Enduring rivalry and the plight of divided families

Peace between Pakistan, India, fostering a culture of healthy inter-state relationships, was never a priority

The writer is a senior journalist and analyst

Throughout my career as a journalist, I have campaigned for Indo-Pak congeniality at the expense of being dubbed an outcast. Perhaps that was not only my passion, but also a social responsibility as a descendant of those who made Pakistan their home after Partition.

I am also part of those children of lesser gods who had to struggle for a personal national identity in the national mainstream for decades, before being accepted as 'aliens' in footnotes. To this day, there was, and is, little regard for millions of these divided families who still have their roots on both sides of the border, and who long for lawful interaction at the pleasure of those who nurse an agenda of otherness in contempt.

Unfortunately, peace between Pakistan and India and a culture of healthy inter-state relationships were never a priority. A peripheral territorial dispute, since its inception, went on to take centre stage. Diplomacy, on either flank, was more of a tit-for-tat and reciprocity, rather than one of statesmanship. Likewise, early years were mired in tension, ill-will and suspicion.

The failure of Pakistan's political circles to assert themselves and carve out a place in national decision-making made them a pariah. Thus, normalisation of relations with India became a prerogative of those who sat on higher saddles of national security conscience. The rest is history, as the 1965 and 1971 wars made it a taboo to talk about peace and cooperation.

Notwithstanding this lacklustre bilateralism, people on both sides made some great strides in the realms of culture, poetry, intelligentsia, films and sports. This was the real mosaic of interaction that saw crests and troughs, and fell victim to political jaundice with the passage of time.

Both the countries, nonetheless, have some landmarks of cooperation to boast such as the 1960 Indus Waters Treaty; the 1972 Simla Accord; Gen Zia's air-dash to Jaipur in 1987 to watch a cricket match with Prime Minister Rajiv Gandhi; a 1988 treaty that prohibits attacks on each other's nuclear sites and exchange of notes at the end of each year; the historic visit to Lahore in 1999 by Prime Minister AB Vajpayee; the Manmohan-Musharraf Four-Point formula, et al, are archives in good faith.

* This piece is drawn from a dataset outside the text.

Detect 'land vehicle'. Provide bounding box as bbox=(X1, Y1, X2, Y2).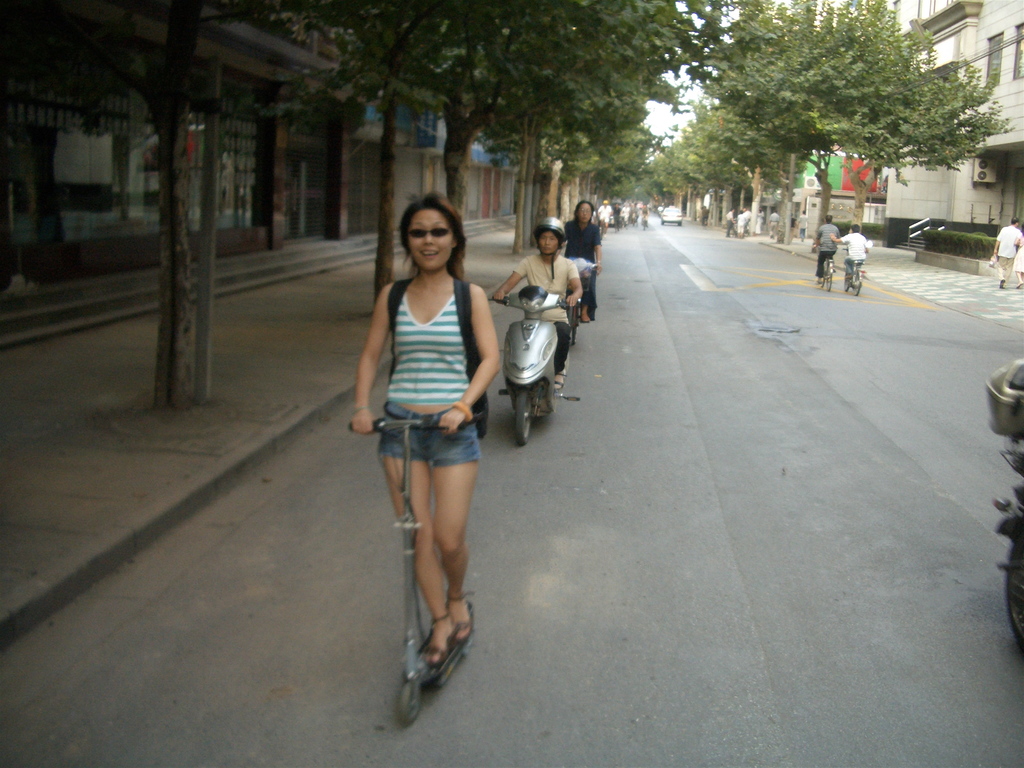
bbox=(821, 248, 834, 288).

None could graduate into a formal peace treaty or a perpetual understanding of peaceful coexistence, merely because the dispensations on either side lacked the political will and were hostage to the forces of the status quo. The degradation was evident as non-state actors crept in, making interstate relations a doomed affair. Simultaneously surfaced the politics of hate led by radicals, who had political points to score at the altar of emerging geo-economics.

They prided themselves in being dubbed as "abnormal enemies", sending shock riles from cricket to filmdom. The little or so cooperation that existed came to a standstill. The victims were the commoners, especially the divided families, for whom travelling became a mystery. No initiatives were made from either side to look into this desperation.

I can vividly recall a meeting sometime in 2002 with the then External Affairs Minister Jaswant Singh in Delhi, on the sidelines of a Track-2 dialogue. Singh promised that journalists, businessmen and divided families would have an 'easy visa' regime. He did not walk the walk.

Likewise, MQM's MNA Kunwar Khalid Younus introduced a bill in the National Assembly calling for the relaxation of visa rules. Sadly, the bill was buried under the debris of abhorrence. MQM, being the lone spokesperson for 'migrants' from India, was a disaster.

The equation has now boiled down to misery. Thousands of families are longing for the reopening of visas to see their near and dear ones in adversity. Heavens will not fall if visa consuls start working instantly at respective missions, with this docile medium of cooperation taking precedence.

India and Pakistan are violating the basic fundamental rights of their citizens by punishing them for a failure of statecraft. Time for Islamabad and New Delhi to restart visa issuance to the aggrieved and the distressed. They are an asset and should not be mistreated anymore.